Table of contents
- Trial overview
- Who was studied
- What was measured
- Study design and phase
- What the trial was trying to learn
- Key terms explained
Trial overview
The clinical trial for GSKVX000000034792 was a vaccine study in healthy younger and older adults.[1] It was designed to find and confirm the dose and to assess safety, reactogenicity, and immune response.[1]
The study looked at prevention of influenza infection, which means it focused on helping the body build protection against the flu before infection happens.[1]
Who was studied
The trial included healthy volunteers, split into younger and older adults.[1] This matters because immune responses can be different in different age groups, so the study could compare how well the vaccine worked across ages.[1]
The study was not focused on people who already had influenza. It was aimed at prevention in people who were healthy at the time of vaccination.[1]
Study design and phase
This was an interventional study, which means researchers gave the study vaccine and then observed what happened.[1] The phase was Phase 1/2, an early stage of clinical testing that combines safety and dose finding with early immune response testing.[1]
The trial was completed and enrolled 1272 participants.[1] The study also included comparison vaccines, which helped researchers compare the immune response and safety profile across different study groups.[1]
What was measured
The main outcomes focused on safety and reactogenicity.[1] The study measured local events at the injection site and systemic events in the body from Day 1 to Day 7.[1]

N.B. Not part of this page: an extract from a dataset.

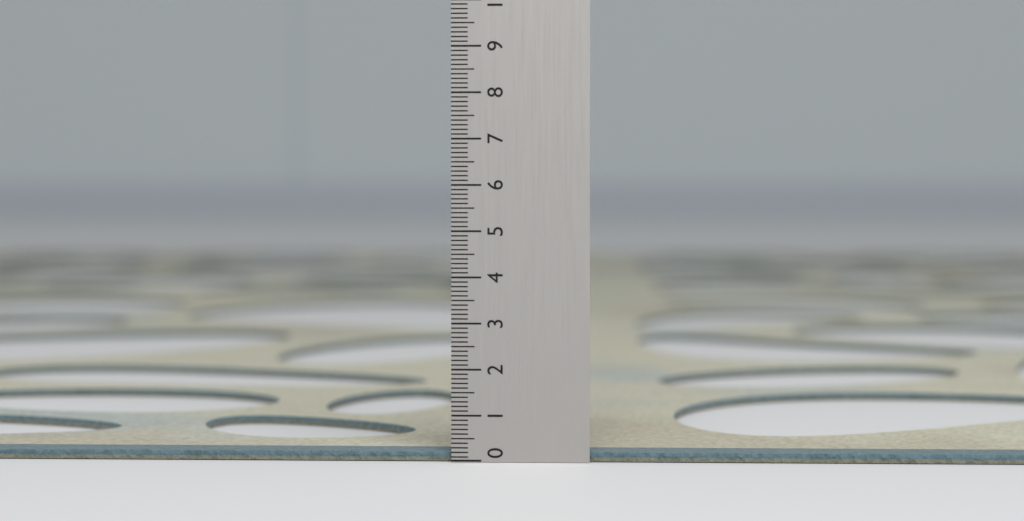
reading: 0.2 (no unit)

It also measured unsolicited adverse events from Day 1 to Day 28, serious adverse events from Day 1 to Day 183, adverse events of special interest from Day 1 to Day 183, and medically attended events from Day 1 to Day 183.[1] In Phase 1 only, the study checked for changes in laboratory values from normal to clinically significant abnormal results after vaccination.[1]
For immune response, the trial measured geometric mean titer (GMT), geometric mean increase, seroconversion rate, and whether antibody levels reached a set cut-off value for two antigens at Day 29.[1] These measures help show whether the vaccine triggered the body to make antibodies against the flu antigens.[1]
What the trial was trying to learn
The brief summary shows two main goals: to evaluate the safety and reactogenicity profile of the investigational study intervention, and to evaluate the humoral immune response.[1] Humoral immune response means the part of the immune system that makes antibodies in the blood.[1]
Because the study was in healthy adults, the results are most useful for understanding how the vaccine performs in people without current influenza illness.[1] The trial data do not provide a treatment claim for sick patients; they describe a prevention-focused vaccine study.[1]
Key terms explained
Solicited events are symptoms or reactions that researchers ask participants about on purpose, usually soon after vaccination.[1] Unsolicited adverse events are any other unwanted medical problems that participants report during the study period.[1]
Serious adverse events are medical problems that are more severe, such as those that are life-threatening or need hospital care.[1] Medically attended events are problems that lead a participant to seek medical care.[1]
Antigen means a part of the vaccine or virus that the immune system recognizes and responds to.[1] Seroconversion means a change in blood test results that shows a new antibody response after vaccination.[1]